Quick answer
An official request will never ask for money, will never promise to 'speed up' your grant, and will only direct you to a website ending in '.gov.za'.
What this means
If you did not recently change your bank details or apply for a grant, but suddenly get an SMS to 'verify your ID', it is almost certainly a scammer trying to steal your profile.
Why this matters
Verification is one of the easiest points for fake requests to spread because users expect urgency and sensitive action. That makes trust checks especially important here.
What you can do next
- Check whether the request matches the real issue on your case.
- Check whether the route clearly belongs to the proper official process.
- Avoid acting on copied messages from uncertain sources.
- Save the request if you need time to compare it carefully.
- Only proceed once you are confident it is part of the real official route.
How to think about it
The safest way to judge a verification request is to compare it with your real situation. A message that appears without context or pushes you into unusual urgency deserves extra caution.

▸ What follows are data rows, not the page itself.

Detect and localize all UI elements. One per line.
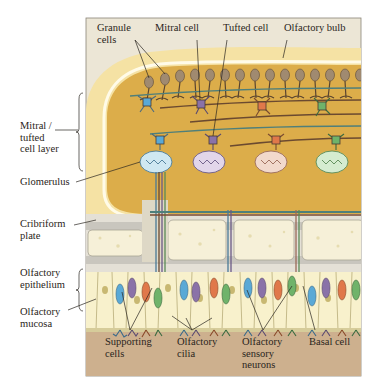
olfactory-diagram: Granule cells Mitral cell Tufted cell Ol…	[0, 0, 377, 387]
label-supporting-cells: Supporting cells	[105, 336, 152, 359]
label-mitral-cell: Mitral cell	[155, 22, 199, 34]
label-glomerulus: Glomerulus	[20, 176, 70, 188]
label-olfactory-cilia: Olfactory cilia	[177, 336, 217, 359]
label-granule-cells: Granule cells	[97, 22, 131, 45]
label-mitral-tufted-layer: Mitral / tufted cell layer	[20, 120, 59, 155]
label-tufted-cell: Tufted cell	[223, 22, 268, 34]
label-cribriform-plate: Cribriform plate	[20, 218, 66, 241]
label-olfactory-bulb: Olfactory bulb	[284, 22, 346, 34]
label-olfactory-sensory-neurons: Olfactory sensory neurons	[242, 336, 282, 371]
label-basal-cell: Basal cell	[309, 336, 350, 348]
label-olfactory-epithelium: Olfactory epithelium	[20, 267, 65, 290]
label-olfactory-mucosa: Olfactory mucosa	[20, 306, 60, 329]
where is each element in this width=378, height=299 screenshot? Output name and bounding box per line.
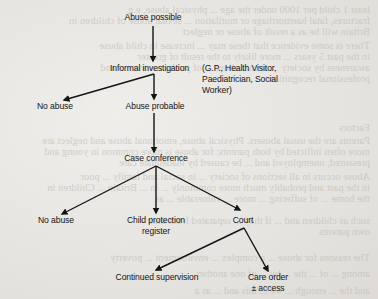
node-abuse-possible: Abuse possible <box>125 12 182 23</box>
edge-court-to-care-order <box>244 228 268 271</box>
node-continued-supervision: Continued supervision <box>116 272 199 283</box>
node-care-order-2: ± access <box>251 283 284 294</box>
node-informal-investigation-note-3: Worker) <box>202 85 232 96</box>
node-no-abuse-1: No abuse <box>37 101 73 112</box>
flowchart-edges <box>0 0 378 299</box>
node-informal-investigation-note-1: (G.P., Health Visitor, <box>202 63 276 74</box>
edge-conference-to-no-abuse <box>62 166 156 214</box>
node-case-conference: Case conference <box>124 153 187 164</box>
node-informal-investigation: Informal investigation <box>110 63 189 74</box>
node-no-abuse-2: No abuse <box>38 215 74 226</box>
node-child-protection-register-1: Child protection <box>127 215 185 226</box>
node-child-protection-register-2: register <box>142 226 170 237</box>
edge-investigation-to-no-abuse <box>64 74 154 100</box>
node-abuse-probable: Abuse probable <box>126 101 185 112</box>
node-care-order-1: Care order <box>248 272 288 283</box>
edge-conference-to-court <box>156 166 240 210</box>
node-informal-investigation-note-2: Paediatrician, Social <box>202 74 278 85</box>
node-court: Court <box>233 215 254 226</box>
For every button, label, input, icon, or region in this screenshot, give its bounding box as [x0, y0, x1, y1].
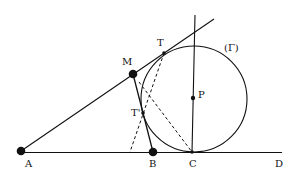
vertical-line-cp [192, 15, 195, 152]
label-t: T [157, 38, 164, 48]
label-c: C [189, 159, 197, 169]
dashed-line-m-to-c [139, 82, 192, 152]
label-m: M [122, 57, 132, 67]
diagram-svg [0, 0, 298, 178]
tangent-line-amt [21, 19, 214, 151]
label-t-prime: T' [131, 108, 140, 118]
label-p: P [198, 90, 205, 100]
point-t-prime-dot [141, 111, 145, 115]
dashed-line-t-to-base [130, 53, 164, 152]
label-d: D [275, 159, 283, 169]
point-a-dot [17, 147, 26, 156]
point-t-dot [162, 51, 166, 55]
point-c-dot [190, 150, 194, 154]
point-p-dot [191, 96, 195, 100]
label-circle-gamma: (Γ) [224, 43, 239, 53]
label-b: B [149, 159, 156, 169]
point-b-dot [149, 148, 158, 157]
point-m-dot [129, 70, 138, 79]
geometry-diagram: A B C D M T T' P (Γ) [0, 0, 298, 178]
label-a: A [25, 159, 32, 169]
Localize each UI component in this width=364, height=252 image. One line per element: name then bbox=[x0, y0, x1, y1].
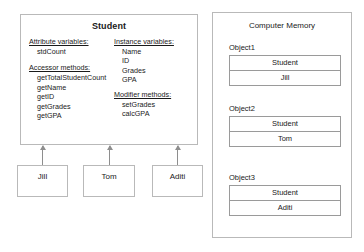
memory-object-1: Object1 Student Jill bbox=[229, 43, 341, 86]
student-class-body: Attribute variables: stdCount Accessor m… bbox=[21, 37, 197, 120]
spacer bbox=[29, 56, 112, 63]
arrow-aditi-to-student bbox=[177, 146, 178, 165]
memory-object-table: Student Tom bbox=[229, 116, 341, 147]
memory-object-label: Object3 bbox=[229, 173, 341, 182]
instance-variables-list: Name ID Grades GPA bbox=[114, 47, 197, 85]
instance-label: Tom bbox=[101, 172, 116, 181]
list-item: Name bbox=[122, 47, 197, 56]
list-item: getGPA bbox=[37, 111, 112, 120]
memory-object-class: Student bbox=[230, 117, 340, 132]
instance-box-aditi: Aditi bbox=[152, 165, 203, 197]
diagram-canvas: Student Attribute variables: stdCount Ac… bbox=[0, 0, 364, 252]
instance-variables-heading: Instance variables: bbox=[114, 37, 197, 47]
memory-object-table: Student Jill bbox=[229, 55, 341, 86]
memory-object-table: Student Aditi bbox=[229, 185, 341, 216]
attribute-variables-list: stdCount bbox=[29, 47, 112, 56]
arrow-tom-to-student bbox=[109, 146, 110, 165]
memory-object-class: Student bbox=[230, 186, 340, 201]
memory-object-value: Jill bbox=[230, 71, 340, 85]
student-class-box: Student Attribute variables: stdCount Ac… bbox=[20, 14, 198, 145]
list-item: Grades bbox=[122, 66, 197, 75]
memory-object-class: Student bbox=[230, 56, 340, 71]
list-item: stdCount bbox=[37, 47, 112, 56]
list-item: setGrades bbox=[122, 100, 197, 109]
student-class-title: Student bbox=[21, 21, 197, 31]
attribute-variables-heading: Attribute variables: bbox=[29, 37, 112, 47]
student-right-column: Instance variables: Name ID Grades GPA M… bbox=[112, 37, 197, 120]
memory-object-value: Tom bbox=[230, 132, 340, 146]
memory-object-3: Object3 Student Aditi bbox=[229, 173, 341, 216]
memory-object-2: Object2 Student Tom bbox=[229, 104, 341, 147]
accessor-methods-list: getTotalStudentCount getName getID getGr… bbox=[29, 73, 112, 120]
arrow-jill-to-student bbox=[42, 146, 43, 165]
memory-object-value: Aditi bbox=[230, 201, 340, 215]
computer-memory-panel: Computer Memory Object1 Student Jill Obj… bbox=[212, 12, 352, 238]
accessor-methods-heading: Accessor methods: bbox=[29, 63, 112, 73]
memory-object-label: Object2 bbox=[229, 104, 341, 113]
computer-memory-title: Computer Memory bbox=[213, 21, 351, 30]
student-left-column: Attribute variables: stdCount Accessor m… bbox=[21, 37, 112, 120]
instance-label: Jill bbox=[38, 172, 47, 181]
list-item: calcGPA bbox=[122, 109, 197, 118]
modifier-methods-list: setGrades calcGPA bbox=[114, 100, 197, 119]
list-item: getTotalStudentCount bbox=[37, 73, 112, 82]
modifier-methods-heading: Modifier methods: bbox=[114, 90, 197, 100]
instance-box-tom: Tom bbox=[83, 165, 135, 197]
instance-box-jill: Jill bbox=[17, 165, 68, 197]
list-item: getName bbox=[37, 83, 112, 92]
instance-label: Aditi bbox=[170, 172, 186, 181]
memory-object-label: Object1 bbox=[229, 43, 341, 52]
list-item: getGrades bbox=[37, 102, 112, 111]
list-item: GPA bbox=[122, 75, 197, 84]
list-item: getID bbox=[37, 92, 112, 101]
list-item: ID bbox=[122, 56, 197, 65]
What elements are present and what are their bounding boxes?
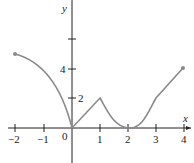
x-tick-label-neg1: −1 — [37, 133, 49, 145]
y-tick-label-4: 4 — [60, 63, 66, 75]
endpoint-right — [181, 66, 185, 70]
function-graph: y x 0 −2 −1 1 2 3 4 2 4 — [0, 0, 194, 163]
function-curve — [15, 54, 183, 128]
x-tick-label-4: 4 — [181, 133, 187, 145]
origin-label: 0 — [62, 130, 68, 142]
y-axis-label: y — [61, 2, 67, 14]
x-axis-arrow-icon — [186, 126, 191, 130]
x-axis-label: x — [182, 112, 188, 124]
x-tick-label-3: 3 — [153, 133, 159, 145]
y-tick-label-2: 2 — [78, 92, 84, 104]
endpoint-left — [13, 52, 17, 56]
x-tick-label-neg2: −2 — [8, 133, 20, 145]
x-tick-label-2: 2 — [125, 133, 131, 145]
x-tick-label-1: 1 — [97, 133, 103, 145]
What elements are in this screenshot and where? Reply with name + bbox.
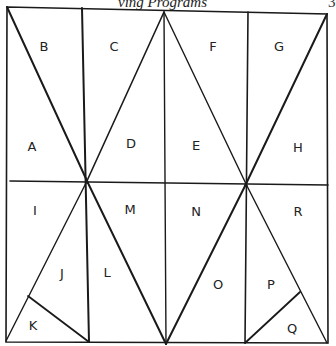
outer-border [6,7,328,343]
region-label-o: O [213,277,223,292]
diagonal-i-j [6,181,87,341]
region-label-a: A [28,139,37,154]
region-label-g: G [274,39,284,54]
diagonal-c-d [86,12,164,183]
diagonal-f-e [164,12,247,186]
vertical-line-2 [164,12,166,344]
region-label-k: K [29,318,38,333]
region-label-q: Q [287,321,297,336]
folding-diagram [0,0,336,346]
region-label-r: R [293,204,302,219]
region-label-j: J [60,266,64,281]
region-label-b: B [40,39,49,54]
region-label-p: P [267,277,275,292]
region-label-f: F [209,39,216,54]
diagonal-n-o [166,184,246,344]
vertical-line-3 [245,12,248,343]
region-label-i: I [33,203,37,218]
region-label-n: N [191,204,201,219]
diagonal-b-a [7,7,88,183]
region-label-e: E [192,138,200,153]
region-label-m: M [124,202,135,217]
vertical-line-1 [82,8,89,342]
region-label-h: H [293,140,303,155]
region-label-d: D [126,136,136,151]
region-label-c: C [109,39,118,54]
diagonal-g-h [245,14,327,186]
horizontal-line [10,181,328,185]
diagonal-r-p [246,184,327,343]
region-label-l: L [103,265,110,280]
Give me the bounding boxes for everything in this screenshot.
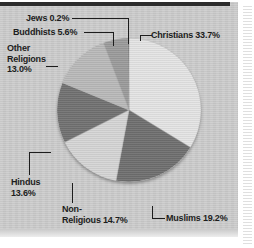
leader-line-jews-drop — [128, 18, 129, 44]
leader-line-hindus — [29, 152, 30, 175]
leader-line-hindus-arm — [29, 152, 51, 153]
slice-label-other-religions: Other Religions 13.0% — [7, 43, 46, 75]
pie-svg — [57, 38, 201, 182]
pie-container — [57, 38, 201, 182]
bottom-shading — [0, 229, 238, 237]
leader-line-buddhists-drop — [113, 32, 114, 46]
leader-line-jews — [72, 18, 129, 19]
slice-label-hindus: Hindus 13.6% — [11, 177, 40, 198]
slice-label-christians: Christians 33.7% — [151, 30, 220, 41]
pie-slices — [57, 38, 201, 182]
bottom-white-band — [0, 237, 254, 248]
top-divider-rule — [0, 2, 230, 6]
leader-line-non-religious — [72, 183, 73, 203]
leader-line-other-religions — [46, 66, 58, 67]
leader-line-muslims-rise — [152, 206, 153, 219]
leader-line-buddhists — [84, 32, 114, 33]
leader-line-christians-drop — [140, 35, 141, 41]
right-margin — [238, 0, 254, 248]
pie-chart-figure: Jews 0.2% Buddhists 5.6% Other Religions… — [0, 0, 254, 248]
slice-label-muslims: Muslims 19.2% — [166, 213, 227, 224]
ruler-dots — [243, 6, 252, 244]
slice-label-jews: Jews 0.2% — [26, 13, 69, 24]
slice-label-buddhists: Buddhists 5.6% — [13, 27, 77, 38]
leader-line-muslims — [152, 218, 165, 219]
slice-label-non-religious: Non- Religious 14.7% — [62, 204, 128, 225]
pie-graphic — [57, 38, 201, 182]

Important things to remember
We will never text you asking for your ID number. Always assume any random SMS is fake until you log into the official portal to check your status.
How GrantCare can help
GrantCare can help you compare verification requests with identity-link guidance, SMS meaning pages, and official-route safety pages so the difference between real and risky feels clearer.
Frequently asked questions
What is the best first test?
Ask whether the request clearly matches the issue and process you are already dealing with.
Should urgency make me trust a request more?
No. Urgency should make you check it more carefully.
Can a real request still look confusing?
Yes. That is why comparing it with the proper official route matters.